Everyone requires a measure of kavod, respect, and none more so that struggling teenagers. The Talmud (Bava Metzia85a) records how Rebbi brought back the wayward son of Rabi Elazar and the grandson of Rabi Tarfon. In the former case, he began by conferring ordination on the young man, and in the latter's case by offering his daughter in marriage if he returned to a G od-centered life.

Rabbi Zohar's central metaphor for the role of parents in dealing with struggling children is a midrash (Midrash Rabbah Shemos 46:1). The Midrash relates that when Moses saw the dancing around the Golden Calf, he realized he could either retain the Tablets, and the people would cease to exist, for they were no longer capable of receiving the level of holiness contained in the tablets, or he could break them. Even though the Second tablets possessed far less holiness, only they are referred to as "tov, for only they were suitable to the spiritual level of the people. (See Maharal, Tiferes Yisrael 35.)

Similarly, writes Rabbi Zohar, parents must transmit Torah to their children according to their current level. "We need to shatter our own norms, abrogate our 'nonnegotiable' principles.... We cannot be fettered by social convention or any other social convention as we focus on how we can effectively give over Torah to our children."

MY SECOND OPPORTUNITY to interact with Rabbi Uri came while interviewing him for my biography of Rabbi Noach Weinberg.

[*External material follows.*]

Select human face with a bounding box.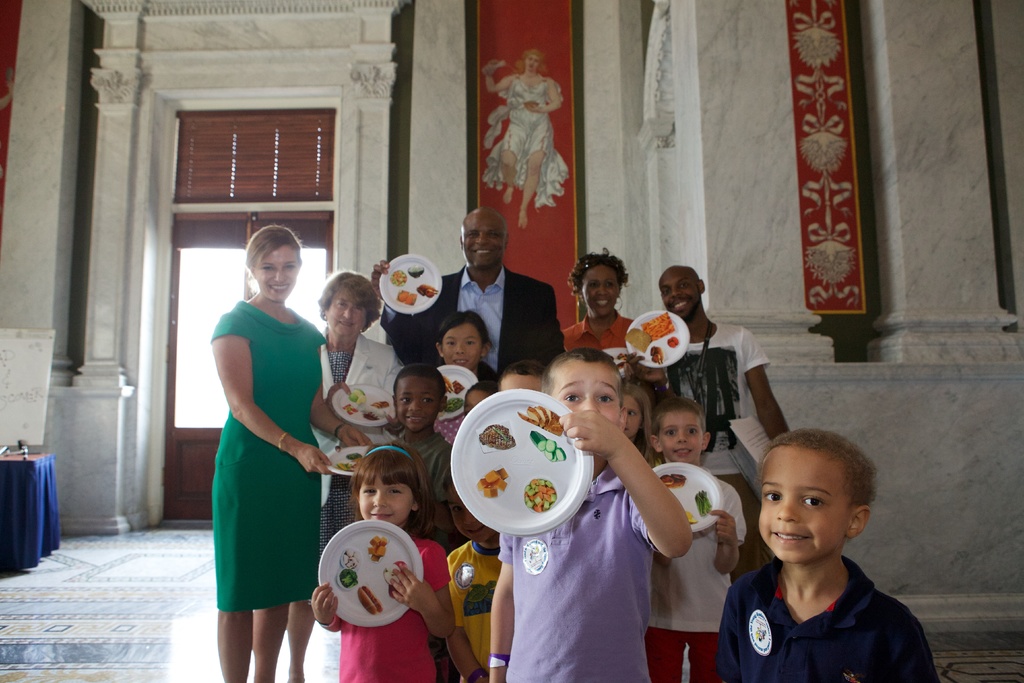
438,472,492,545.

Even before Rabbi Uri and his wife became fully observant, Rabbi Noach and his wife, Denah, went to visit them at their seaside villa.

Subsequently, Rabbi Noach took on the support of a kollel (scholars' institute), which included a number of highly motivated and talented "born-again" Jews, headed by Rabbi Avraham Mendelsohn, the son-in-law of Rabbi Yitzchak Shlomo Zilberman. Rabbi Zilberman was the primary religious influence on Rabbi Uri's close friend Ari Yitzchak, and subsequently on Rabbi Uri himself.

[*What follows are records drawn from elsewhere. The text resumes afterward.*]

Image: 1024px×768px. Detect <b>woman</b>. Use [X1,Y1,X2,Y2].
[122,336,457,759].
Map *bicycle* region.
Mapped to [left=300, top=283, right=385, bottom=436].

Rabbi Zohar joined that kollel when he moved to Jerusalem, and studied there for over a decade. His presence was one of the major reasons for Rabbi Noach's ongoing support of the kollel in the Old City. During that period, the two became very close, though they also argued frequently. Rabbi Noach constantly pushed Rabbi Uri to become actively engaged in kiruv (outreach), while the latter considered Rabbi Noach's vision of returning the entire Jewish People to Torah to be detached from reality and felt that he could have a greater impact through the power of his learning.

Not until 1992, after 15 years of nonstop learning, did Rabbi Zohar agree to make five public appearances on behalf of the new Lev L'achim organization, each of which drew large crowds. That reemergence … but now as a full-fledged Torah scholar … was of great satisfaction to Rabbi Noach, and he raised very large sums for Lev L'achim.

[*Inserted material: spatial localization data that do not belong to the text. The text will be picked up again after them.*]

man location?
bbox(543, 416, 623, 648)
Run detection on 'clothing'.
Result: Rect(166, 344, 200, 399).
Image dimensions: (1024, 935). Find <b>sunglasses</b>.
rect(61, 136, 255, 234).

My clearest memory of that interview is Rabbi Zohar's lament that the Torah community is filled with many who have no doubt of the Divine's existence, but who view Him as "out to get them." They do not feel that His greatest desire is their good. That lament could have been taken straight from Rabbi Noach, who always made the Lord's constant love the focal point of his teaching.

At some point in the interview, Rabbi Uri must have noticed my amazement at the tiny size of his apartment. He told me laughingly that he was downsizing in preparation for an even more confined space. His body is now there. But his great soul is free to soar unfettered.

(COMMENT, BELOW)

JWR contributor Jonathan Rosenblum is founder of Jewish Media Resources and a widely-read columnist for the internaional glossy, Mishpacha. He is also a respected commentator on Israeli politics, society, culture and the Israeli legal system, who speaks frequently on these topics in the United States, Europe, and Israel. His articles appear regularly in numerous Jewish periodicals in the United States and Israel. Rosenblum is the author of seven biographies of major modern Jewish figures. He is a graduate of the University of Chicago and Yale Law School. He lives in Jerusalem with his wife and eight children.